Hulled sunflower seed (which means "without hulls") is often sold as sunflower chips, sunflower hearts, or no-mess sunflower seeds. It is very convenient, and attracts a wide variety of species to your feeder, but it is pricy compared with black-oil sunflower seeds in the shell.
Or is it?

An apples-to-apples comparison of the price of a T-bone steak to a fillet requires you to discount the weight of the bone and consider only the cost of the meat. Black-oil sunflower seed is 35 to 45 percent hull—inedible to birds. That means when you buy a 50-pound bag of it, you're buying roughly 30-pounds of bird food and 20 pounds of waste. Consider that next time you're shopping for birdseed. A fair comparison would be a 50-pound bag of standard sunflower seeds to a 30 pound bag of sunflower hearts. Odds are, hulled sunflower seeds will still be more expensive than standard, in-the-shell seeds. But you won't have a mess to clean up under your feeders. What's that worth to you?

Also consider that safflower seed, while typically much more expensive than sunflower, has a smaller hull, so less of its weight is waste. Squirrels and starlings aren't fond of safflower seed, so if mammalian marauders or birds you don't like are eating you out of house, home, and black-oil sunflower seeds, consider a switch to safflower. A gradual switch, mixing the two seeds, is recommended.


TASK PROMPT: For each line below that includes the string "this", show the whole line.

SOURCE INFORMATION:
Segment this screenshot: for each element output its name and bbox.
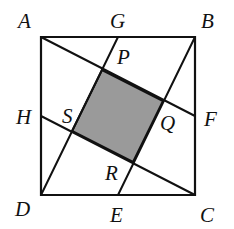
label-b: B — [201, 9, 214, 33]
label-p: P — [116, 45, 130, 69]
label-c: C — [200, 203, 215, 227]
label-a: A — [16, 9, 31, 33]
label-d: D — [14, 197, 30, 221]
label-s: S — [62, 104, 73, 128]
label-f: F — [203, 107, 217, 131]
label-e: E — [109, 203, 123, 227]
label-r: R — [104, 161, 118, 185]
label-q: Q — [160, 111, 175, 135]
label-g: G — [110, 9, 125, 33]
label-h: H — [15, 105, 33, 129]
geometry-diagram: A G B H F D E C P Q R S — [0, 0, 234, 229]
shaded-square-pqrs — [72, 70, 163, 162]
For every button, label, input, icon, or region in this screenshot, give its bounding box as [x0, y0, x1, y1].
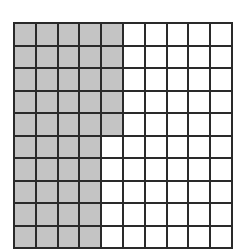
grid-cell-shaded [80, 159, 102, 182]
grid-cell-shaded [102, 24, 124, 47]
grid-cell-shaded [37, 159, 59, 182]
grid-cell-unshaded [124, 227, 146, 250]
grid-cell-shaded [80, 182, 102, 205]
grid-cell-unshaded [124, 159, 146, 182]
grid-cell-unshaded [168, 204, 190, 227]
grid-cell-shaded [80, 24, 102, 47]
grid-cell-shaded [59, 24, 81, 47]
grid-cell-unshaded [168, 137, 190, 160]
grid-cell-shaded [37, 204, 59, 227]
grid-cell-unshaded [146, 159, 168, 182]
grid-cell-shaded [37, 24, 59, 47]
grid-cell-unshaded [189, 182, 211, 205]
grid-cell-unshaded [189, 204, 211, 227]
grid-cell-unshaded [168, 182, 190, 205]
grid-cell-shaded [15, 182, 37, 205]
grid-cell-shaded [80, 204, 102, 227]
grid-cell-unshaded [168, 69, 190, 92]
grid-cell-shaded [15, 69, 37, 92]
grid-cell-shaded [15, 92, 37, 115]
grid-cell-unshaded [102, 159, 124, 182]
grid-cell-shaded [59, 227, 81, 250]
grid-cell-unshaded [146, 92, 168, 115]
grid-cell-shaded [102, 114, 124, 137]
grid-cell-unshaded [124, 24, 146, 47]
grid-cell-shaded [37, 137, 59, 160]
grid-cell-unshaded [146, 227, 168, 250]
grid-cell-unshaded [189, 227, 211, 250]
grid-cell-unshaded [124, 204, 146, 227]
grid-cell-unshaded [211, 182, 233, 205]
grid-cell-unshaded [189, 159, 211, 182]
grid-cell-unshaded [146, 24, 168, 47]
grid-cell-unshaded [146, 204, 168, 227]
grid-cell-unshaded [211, 204, 233, 227]
grid-cell-unshaded [168, 227, 190, 250]
grid-cell-unshaded [124, 92, 146, 115]
grid-cell-shaded [15, 114, 37, 137]
grid-cell-shaded [102, 92, 124, 115]
grid-cell-unshaded [168, 24, 190, 47]
grid-cell-unshaded [168, 114, 190, 137]
grid-cell-shaded [80, 114, 102, 137]
grid-cell-unshaded [211, 114, 233, 137]
grid-cell-shaded [59, 137, 81, 160]
grid-cell-unshaded [124, 114, 146, 137]
grid-cell-shaded [37, 114, 59, 137]
grid-cell-unshaded [189, 114, 211, 137]
grid-cell-unshaded [211, 69, 233, 92]
grid-cell-unshaded [146, 69, 168, 92]
grid-cell-unshaded [146, 114, 168, 137]
grid-cell-shaded [59, 114, 81, 137]
grid-cell-shaded [59, 204, 81, 227]
grid-cell-shaded [102, 47, 124, 70]
grid-cell-shaded [59, 182, 81, 205]
hundred-grid [13, 22, 233, 249]
grid-cell-unshaded [124, 69, 146, 92]
grid-cell-unshaded [146, 47, 168, 70]
grid-cell-shaded [37, 92, 59, 115]
grid-cell-unshaded [189, 92, 211, 115]
grid-cell-unshaded [189, 24, 211, 47]
grid-cell-shaded [59, 47, 81, 70]
grid-cell-shaded [80, 69, 102, 92]
grid-cell-unshaded [211, 227, 233, 250]
grid-cell-unshaded [189, 137, 211, 160]
grid-cell-unshaded [102, 137, 124, 160]
grid-cell-unshaded [146, 182, 168, 205]
grid-cell-unshaded [189, 69, 211, 92]
grid-cell-unshaded [146, 137, 168, 160]
grid-cell-unshaded [124, 182, 146, 205]
grid-cell-shaded [15, 204, 37, 227]
grid-cell-shaded [59, 69, 81, 92]
grid-cell-shaded [37, 227, 59, 250]
grid-cell-unshaded [168, 92, 190, 115]
grid-cell-shaded [102, 69, 124, 92]
grid-cell-unshaded [211, 92, 233, 115]
grid-cell-shaded [15, 137, 37, 160]
grid-cell-shaded [80, 92, 102, 115]
grid-cell-shaded [59, 92, 81, 115]
grid-cell-unshaded [102, 204, 124, 227]
grid-cell-unshaded [124, 137, 146, 160]
grid-cell-shaded [37, 47, 59, 70]
grid-cell-unshaded [211, 24, 233, 47]
grid-cell-shaded [80, 227, 102, 250]
grid-cell-unshaded [211, 159, 233, 182]
grid-cell-shaded [15, 159, 37, 182]
grid-cell-unshaded [124, 47, 146, 70]
grid-cell-shaded [59, 159, 81, 182]
grid-cell-unshaded [211, 137, 233, 160]
grid-cell-shaded [15, 24, 37, 47]
grid-cell-shaded [37, 69, 59, 92]
grid-cell-unshaded [102, 227, 124, 250]
grid-cell-unshaded [189, 47, 211, 70]
grid-cell-unshaded [168, 47, 190, 70]
grid-cell-unshaded [102, 182, 124, 205]
grid-cell-unshaded [211, 47, 233, 70]
grid-cell-shaded [15, 47, 37, 70]
grid-cell-shaded [37, 182, 59, 205]
grid-cell-shaded [80, 47, 102, 70]
grid-cell-shaded [15, 227, 37, 250]
grid-cell-shaded [80, 137, 102, 160]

WRITTEN SOLUTION:
Segment this screenshot: for each element output its name and bbox.
For every button, label, input, icon, or region in this screenshot, give its bounding box as [x0, y0, x1, y1].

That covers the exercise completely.